A recent Johns Hopkins University study, published in Psychonomic Bulletin and Review, found that images of junk food are almost twice as likely to tempt you as health food.
According to an NBC News report, after a few bites of candy, study participants found junk food to be no more interesting than kale — which also proves that food shopping hungry may cause you to choose less healthy options than if you’d indulged in a little snack beforehand.

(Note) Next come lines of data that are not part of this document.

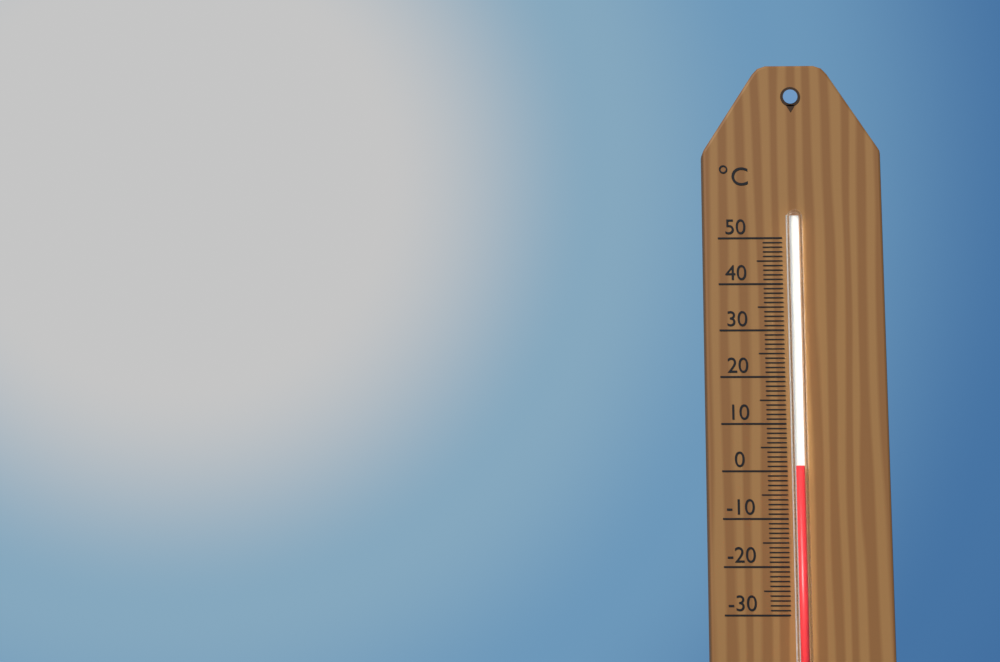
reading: 1 °C
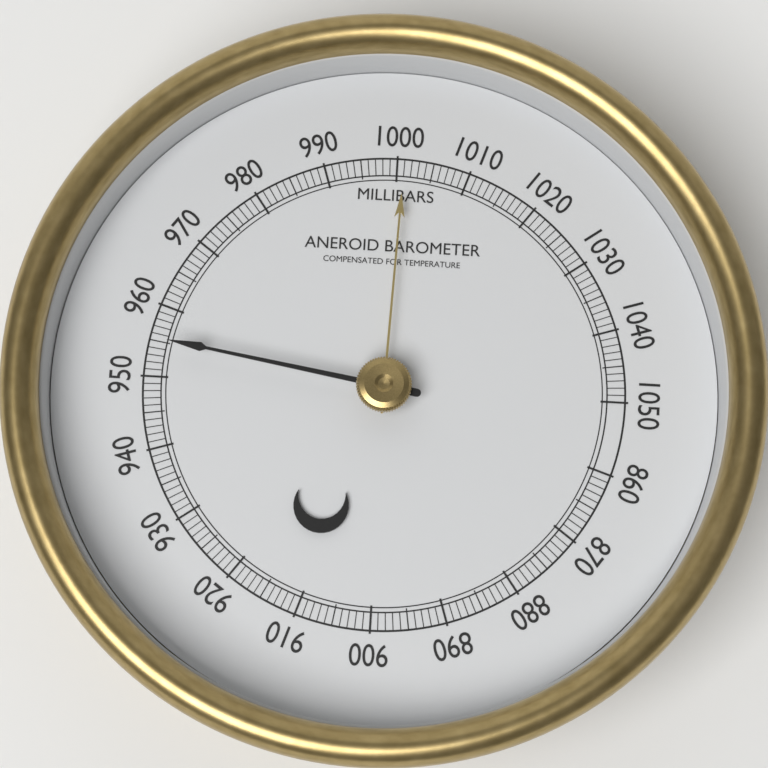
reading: 955 mbar
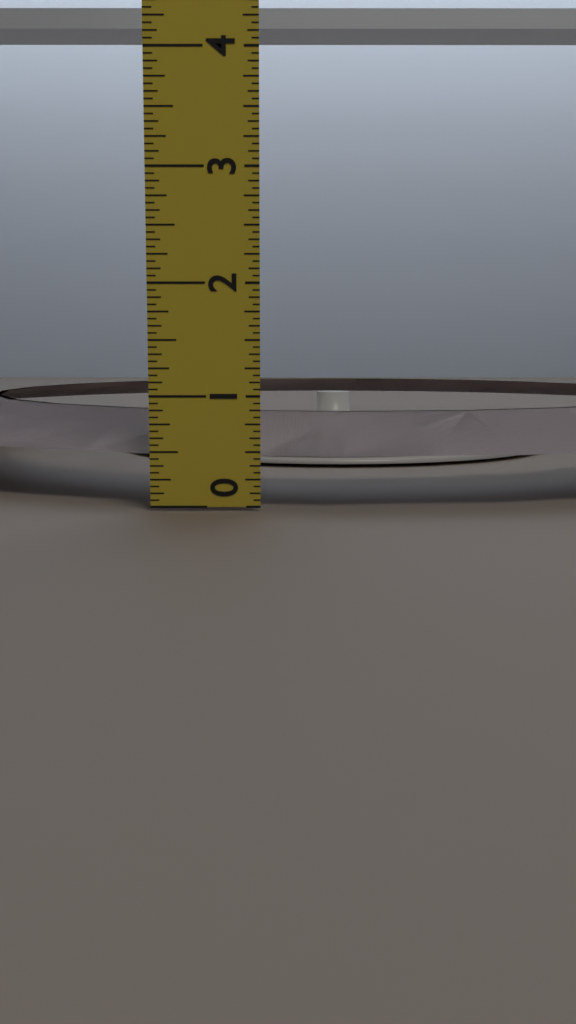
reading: 0.7500 in
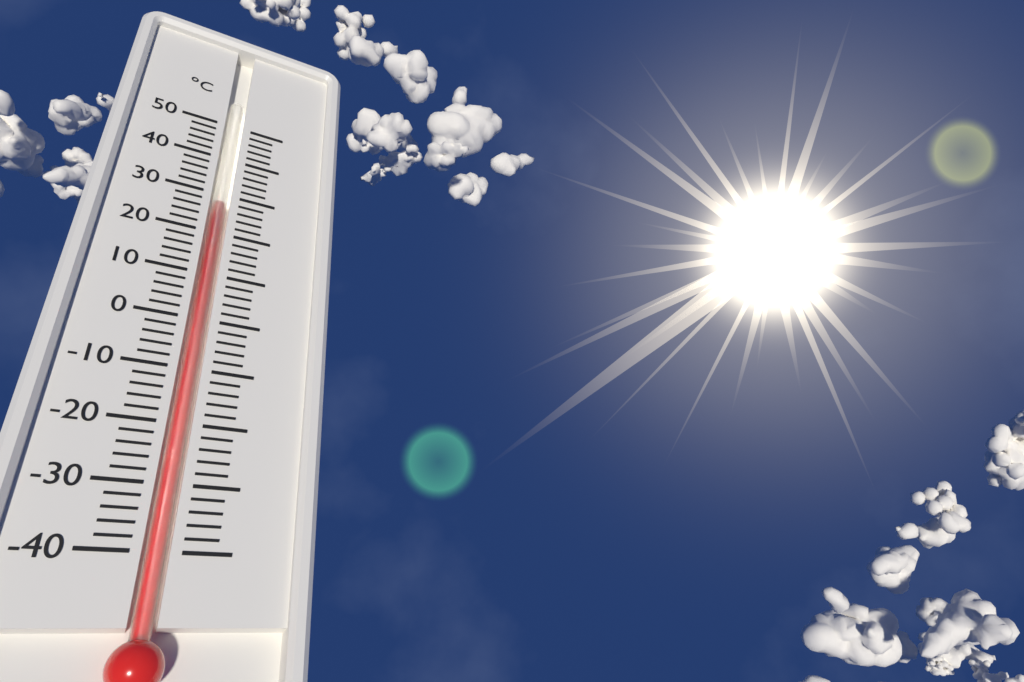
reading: 28 °C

Corbin A. Cunningham, distinguished Science of Learning fellow in the Department of Psychological & Brain Sciences, at Johns Hopkins University, asked a group of participants to complete a complicated computer task and find the answers as quickly as possible. While they performed the task, pictures of high-fat, high-calorie foods, healthy foods, and miscellaneous inedible items flashed in the periphery of the screen for all of 125 milliseconds — too fast for people to comprehend exactly what they saw. As it turns out, the pictures were all distracting, but participants found the images of junk food twice as distracting as the healthy food and inedible items.
Cunningham says one reason unhealthy foods may seem more tempting to people than healthy foods is the innate biological desire to consume high calorie or “energy-dense” foods because, quite simply, they taste better.
So in this ear of better for you candies and snacks it is critical that these products not only get shelf space, but are sampled extensively so that shoppers can actually see how far the industry has come in terms of the combination of health AND taste. And if we do that correctly, I have little doubt we can reverse our obesity and diabetes epidemics.